Over the past forty years there has been an ever-increasing dispersion of a new social order in America. Its roots are founded in the spread of planned communities and its model of community governance that is an undemocratic, police state insistence on conformity to rules set through the faade of democratic institutions, much like those we are familiar with in regard to those Peoples Republics throughout the world. Each day, more and more children are living under and learning about this form a private government that does not respect the beliefs, rights and freedoms underlying the US Constitution or US Bill of Rights.
The proliferation of planned communities and their HOA/POA/CID form of governance arose from the ashes of and over the failures of utopian views of ideal societies. This form of governance is based on socialism with the ownership of common properties and the need for the governmental control and regulation of the members of the community. As with all planned communities, from the utopian communities of the early 1920s to the existing Cuban, Chinese and Korean governments, an enforcement agency is necessary because the foundations of the society and community rest of principles and values found, over history, to be contrary to our human nature.
According to Forrest McDonald in Novus Ordo Seclorum, the Founding Fathers did not try to reform human nature, but set up mechanisms of checks and balances and a separation of powers that recognized human behavior for what it has been for centuries. Utopian ideals were not made part of the new order of ages created by the Founding Fathers, but ideals based on the most prominent political and economic theorists and principles were used to create the greatest nation on earth.
These associations quickly found that it was necessary that the micromanagement a persons life is required in order to attain conformity with the objectives of the association. And the objectives of these states, these private organizations based on court rulings that CC&Rs are valid contracts, are the maintenance of property values through the strict enforcement of the CC&Rs by a governing body so created, without a homeowners bill of rights, without any reference or inclusion of the US or state Constitutions, and with the total abdication of involvement and oversight by our civil government. In essence, they have become a state within a state and protected by the greater civil government to function, operate and violate the laws, values and fundamental beliefs of our country.
The reader is probably saying to himself, No, this is not true, just the babblings of a malcontent with a personal issue. There is no radical change or a new order within American society. It is not possible here in America. It could never happen here, the bastion of democracy. But, its true and has happened here in America, the bastion of democracy.
How this has come about is well documented in several books. In the early 1990s, two notable books were published by political scientists: Privatopia: Homeowner Associations and the Rise of Residential Private Government, Evan McKenzie and Neighborhood Politics: Residential Community Associations in American Governance, Robert J. Dilger. A more recent book, 2000, is Community Associations: The Emergence and Acceptance of a Quiet Innovation in Housing, Donald Stabile, funded by the homeowner association trade group, Community Associations Institute, CAI, and one of its founding supporters, The Urban Land Institute, a non-profit, real estate land usage organization founded as the Real Estate Foundation, as separate from the FHA. As Stabile well documents, the FHA worked assiduously to promote and encourage the use of planned communities as a means to affordable housing under the most efficient use of the land argument of ULI. Yet, there has been no involvement by political scientists or sociologists in this national effort to restructure our society around profit making for real estate interests, with a good word by our federal government to promote this new social order.
In this book, The Case Against State Protection of Homeowner Associations, the author, George K. Staropoli, reveals his nave attempt over 3 years in Arizona to call attention to the acceptance, encouragement and defense of these private government organizations by state legislatures, state agencies such as the real estate departments, the builder and real estate agent trade groups and sadly, the media that still refuses to present both sides equally. This book documents the harsh reality that our state governments have abdicated the values, beliefs, principles and laws that made America stand out alone as the model of good government; that special interest groups have promoted their views of this social order while hiding the other side of the coin; and that this order has been accepted by the public in general, defending their acts as protecting their investment values in their homes and that they are private organizations that are party to private contracts entered into voluntarily and with full knowledge of the consequences by homeowners.
Staropoli provides substantial documentation relating to violations of US and state Constitutions and statutes; US Supreme Court and Arizona and other state Supreme Court rulings directly bearing on these violations; of attitudes that reflect better bricks and mortar make a better America and that fundamental American values, beliefs and principles play second place to this overriding state objective of these planned communities. Self-interest, isolation from the larger community and conformity are the overriding values of this new societal order rapidly overtaking America.
This is must reading for anyone seeking a new home, for students of government, for political theorists and scientists, for historians, for government officials and for the judiciary. This book reveals how this quiet innovation in housing has undermined our American way of life and replaced it with an overriding, yet superficial and unproven concern that planned communities are the only means to enhance property values.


- Problem statement
Omit every picture, then give all the entries again exactly.

- Stored data
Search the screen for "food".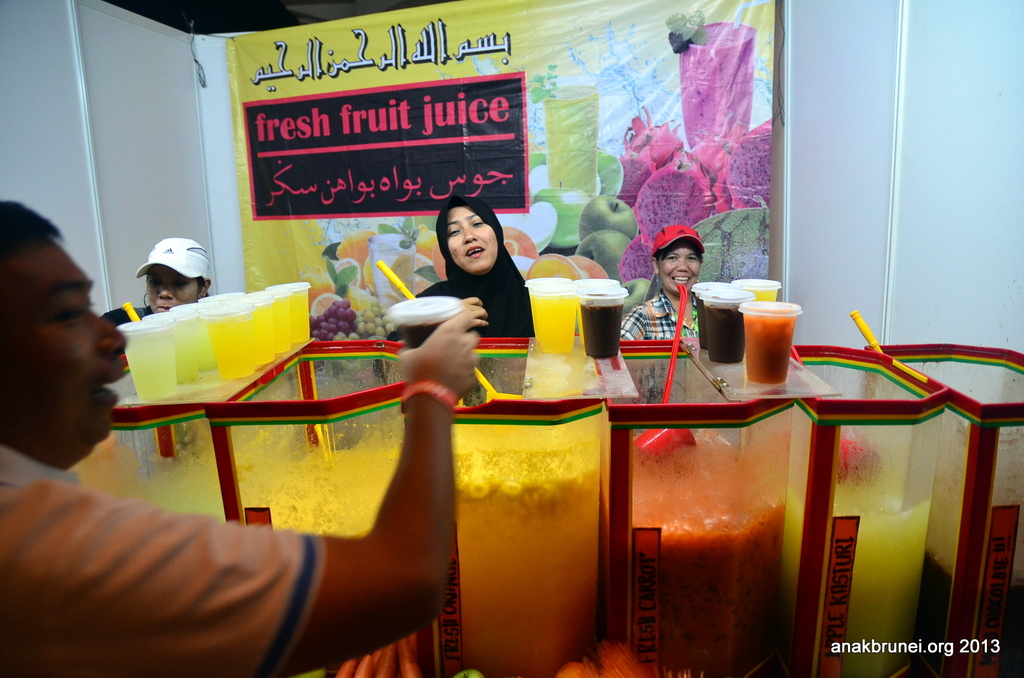
Found at rect(788, 407, 945, 677).
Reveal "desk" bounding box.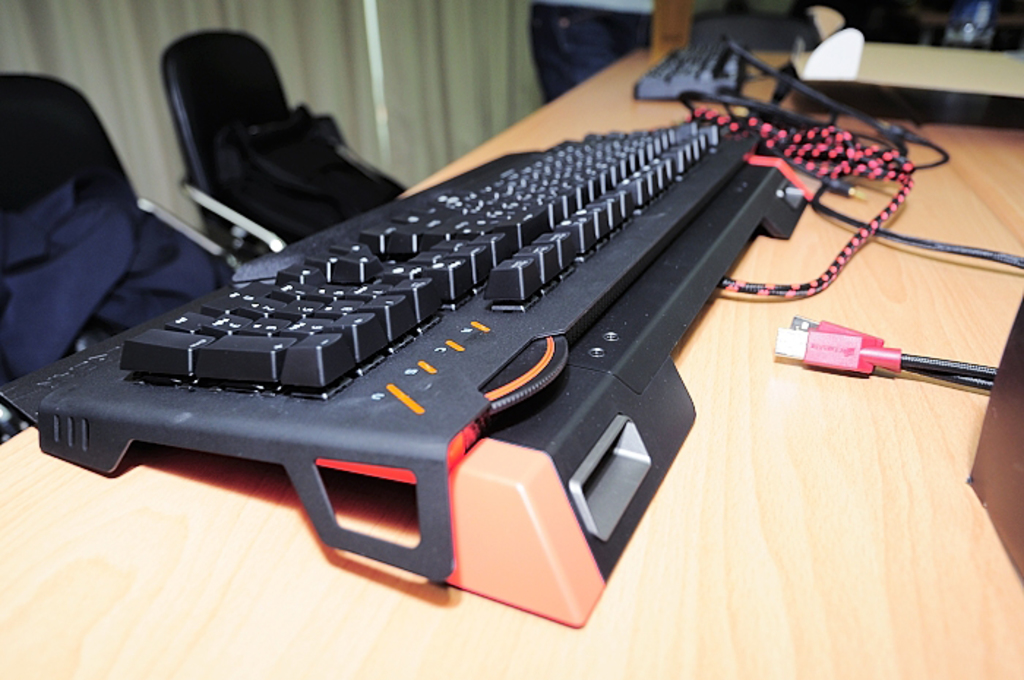
Revealed: 1:44:910:668.
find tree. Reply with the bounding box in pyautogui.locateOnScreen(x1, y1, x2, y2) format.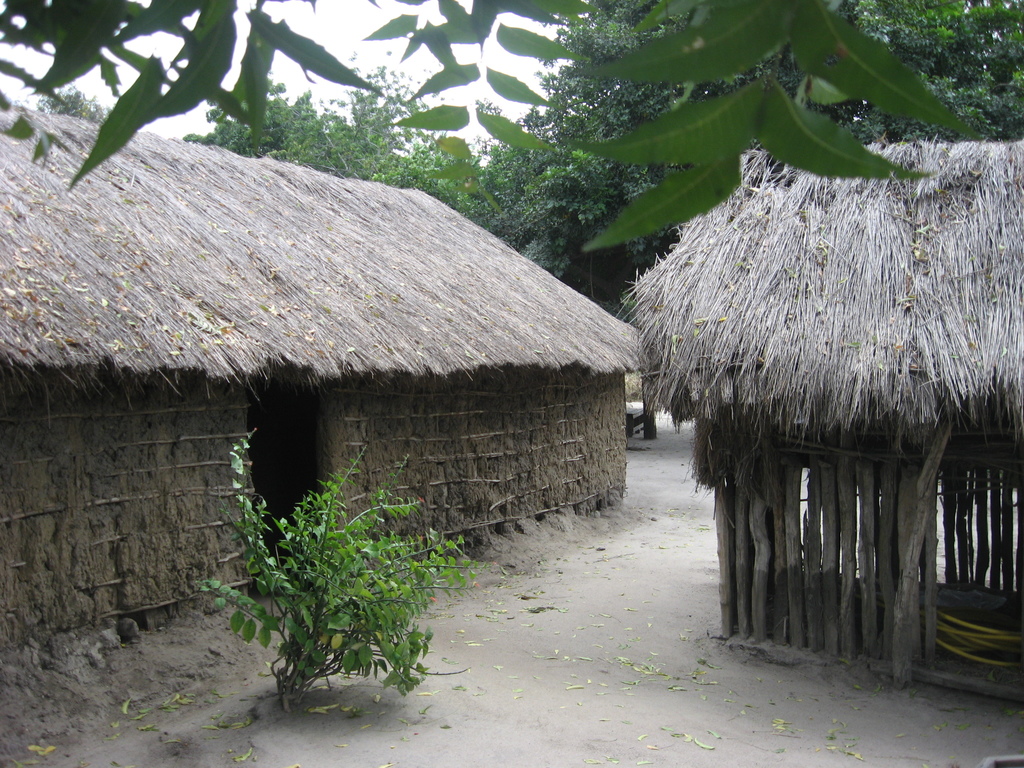
pyautogui.locateOnScreen(168, 104, 505, 221).
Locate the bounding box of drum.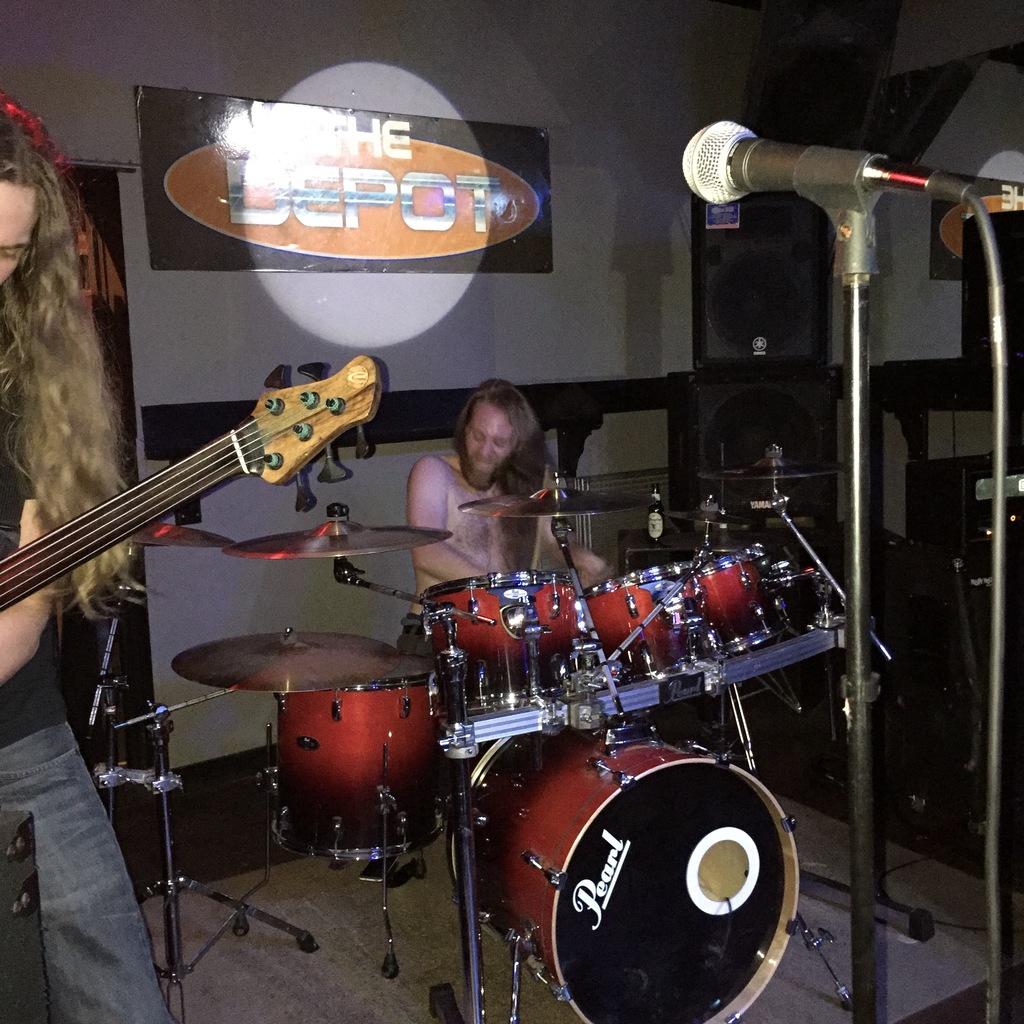
Bounding box: left=440, top=720, right=801, bottom=1023.
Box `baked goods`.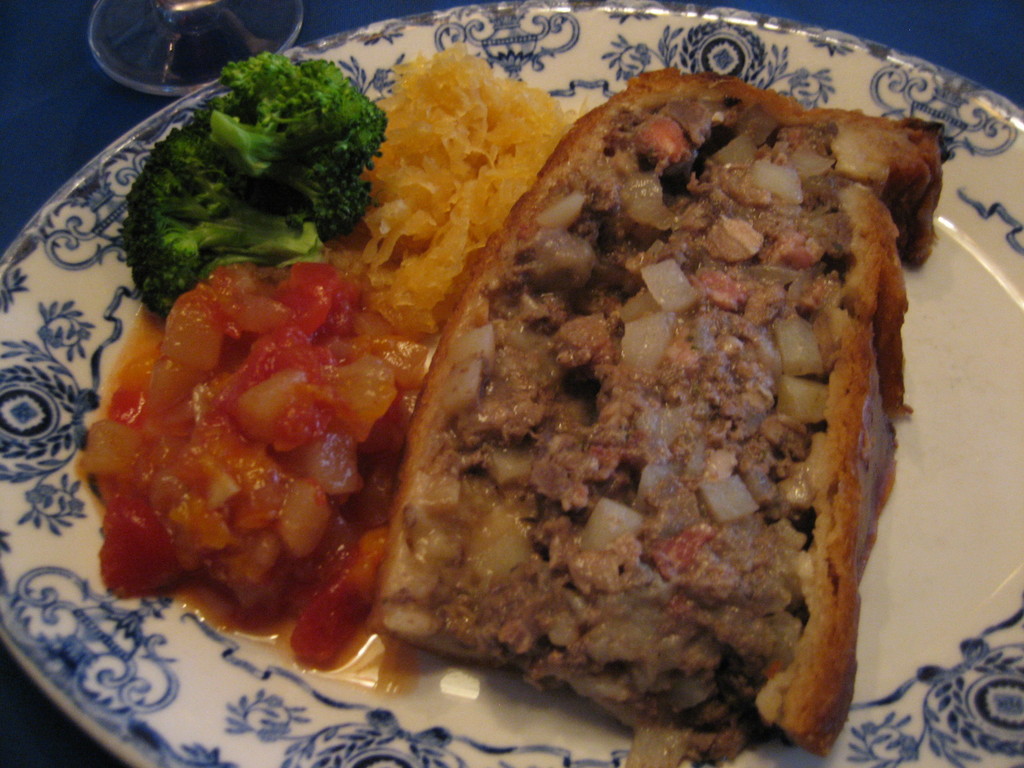
(x1=371, y1=67, x2=932, y2=767).
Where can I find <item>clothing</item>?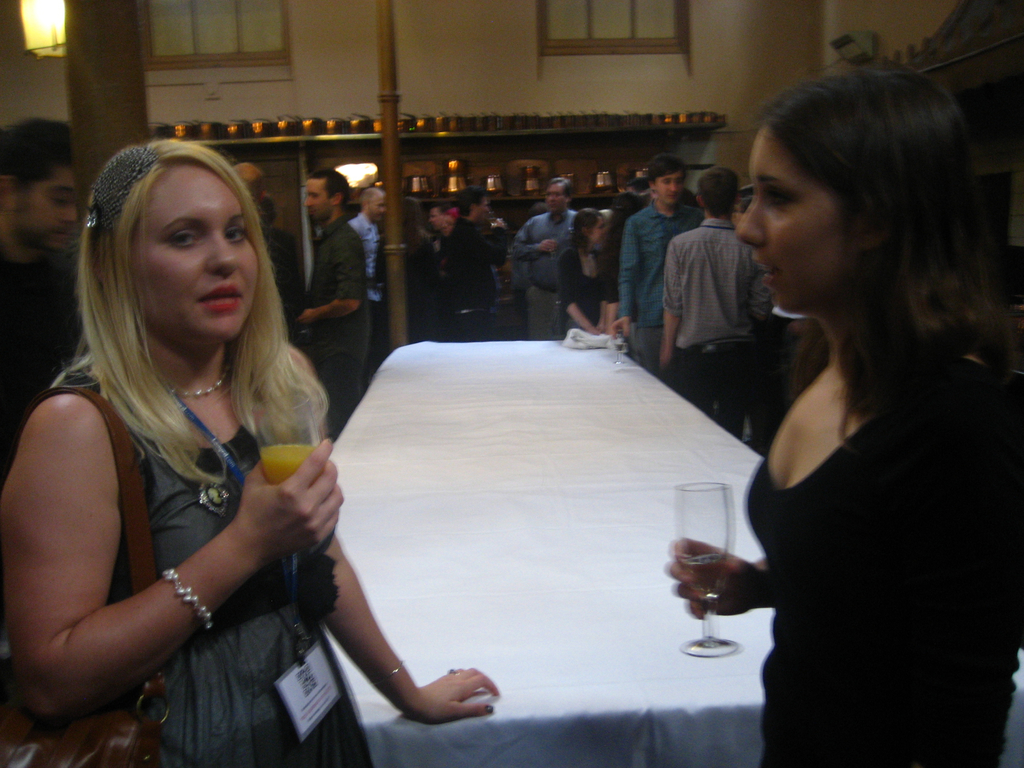
You can find it at rect(664, 212, 775, 401).
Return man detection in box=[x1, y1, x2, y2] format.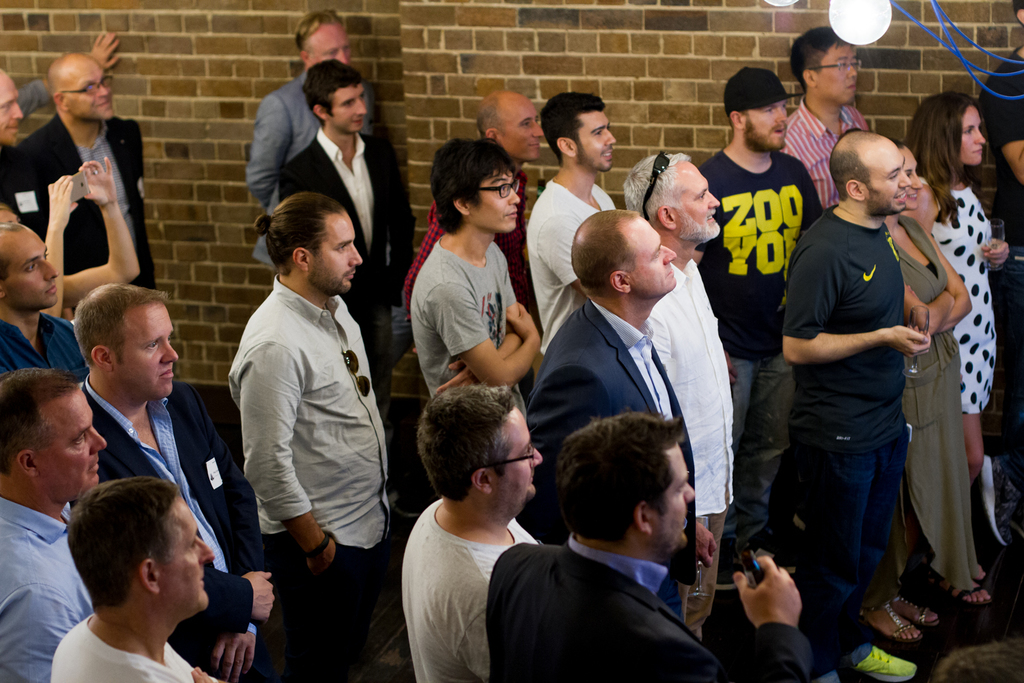
box=[208, 156, 393, 664].
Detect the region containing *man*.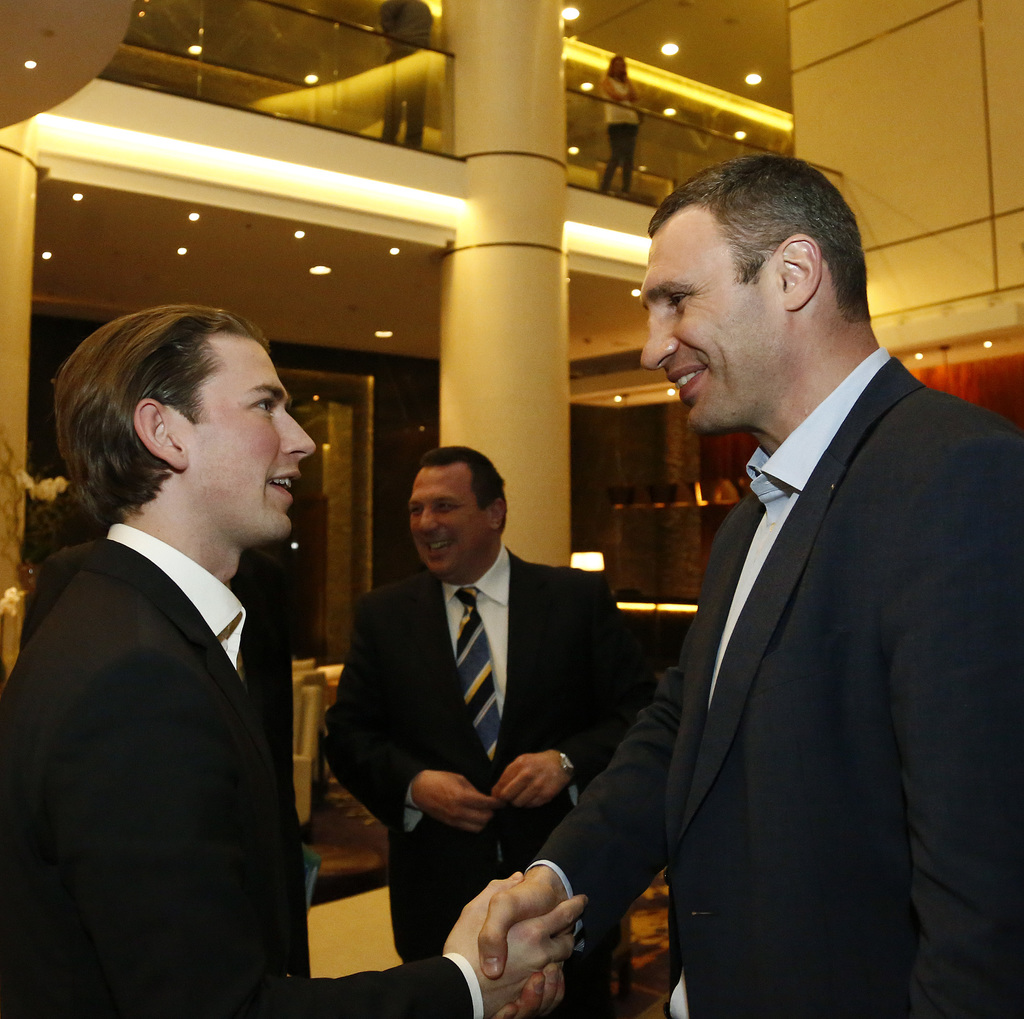
pyautogui.locateOnScreen(374, 0, 436, 145).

- Response below
Search the screen for "food".
Found at rect(788, 407, 945, 677).
Reveal "desk" bounding box.
Revealed: 1:44:910:668.
find tree. Reply with the bounding box in pyautogui.locateOnScreen(x1, y1, x2, y2) format.
pyautogui.locateOnScreen(168, 104, 505, 221).
Locate the bounding box of drum.
Bounding box: left=440, top=720, right=801, bottom=1023.
Box `baked goods`.
(x1=371, y1=67, x2=932, y2=767).
Where can I find <item>clothing</item>?
You can find it at rect(664, 212, 775, 401).
Return man detection in box=[x1, y1, x2, y2] format.
box=[208, 156, 393, 664].
Detect the region containing *man*.
pyautogui.locateOnScreen(374, 0, 436, 145).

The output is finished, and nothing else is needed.